The US is a melting pot of people and cultures. Pork is a very important food source for many cultures. Pork is heavily used in Mexican Food, Asian Food, and traditional American Breakfast Food, among other foods. While some cultures eat no pork and will be fine with this type of rule, it is a very important protein source to many cultures.
Substitutes/replacements for pork in the traditional American Breakfast Food are being attempted (plant based, more turkey blend in the meats) however I do not see these items selling very well; I often see them marked down and not even selling on markdown.
Where I am going here is it is going to be impossible to get rid of pork consumption in the US with a few waives of a magic wand over a short period, unless you physically take the pork and say it can no longer be sold. There are tactics that can be tried, for instance, not serving any pork product in school lunches, to try to get kids not used to pork (similar to what has been done with soda) but it is questionable how well that would work. Perhaps prohibit purchases of pork with food stamps. I don't know. Getting rid of pork consumption will take a generation or two to happen and would have to be done slowly, so slowly nobody would notice what was going on.
Some states (as we see CA doing) may try to regulate pork. The irony being that regulation and the associated price hike or pork shortage hurts a significant portion of the population in the state who uses pork in their cuisine. Personally I believe the pork rule should go into effect in CA as it was voted by voters as HCal has said, because, the voters supposedly voted for it. At this point, where things are at, people will either put up with the rules or leave the state. Eventually things will be pushed too far and people will revolt against these types of rules. But by the time that happens, the supply chain will already be torn apart (pork producers leaving CA) and the problem will be very difficult and costly to repair. At this point the politicians pushing these types of thing are on thin ice because people are starting to connect the dots that it is causing a ton of inflation and now they are scared. If this case had been heard at Federal level 2 years ago, they would have thrown it out and the CA law would have been validated.
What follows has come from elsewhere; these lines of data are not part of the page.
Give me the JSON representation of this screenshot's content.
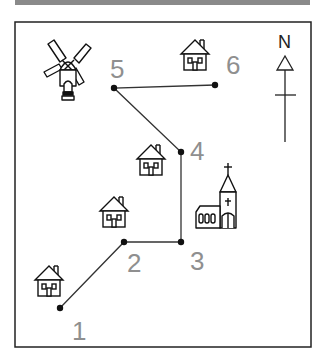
{
  "header_bar": {
    "color": "#8a8a8a"
  },
  "map": {
    "frame_color": "#222222",
    "path_color": "#333333",
    "label_color": "#8f8f8f",
    "compass": {
      "label": "N"
    },
    "points": [
      {
        "label": "1",
        "x": 60,
        "y": 308,
        "landmark": "house"
      },
      {
        "label": "2",
        "x": 124,
        "y": 242,
        "landmark": "house"
      },
      {
        "label": "3",
        "x": 181,
        "y": 242,
        "landmark": "church"
      },
      {
        "label": "4",
        "x": 181,
        "y": 152,
        "landmark": "house"
      },
      {
        "label": "5",
        "x": 114,
        "y": 88,
        "landmark": "windmill"
      },
      {
        "label": "6",
        "x": 215,
        "y": 85,
        "landmark": "house"
      }
    ],
    "icons": [
      "windmill-icon",
      "house-icon",
      "church-icon",
      "north-arrow-icon"
    ]
  }
}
Ideas like this can work in smaller countries with small population groups who are easy to all get on the same page. It could probably work in a small US state like a VT, RI, or something too. But in a state as large and diverse as CA, this type of thing, is not practical. The progressive groups have taken an opposite approach trying to force their causes through large CA first then hoping small states and even other countries will follow since CA is so large. This seemed to be working, until it didn't (when people can no longer afford this stuff).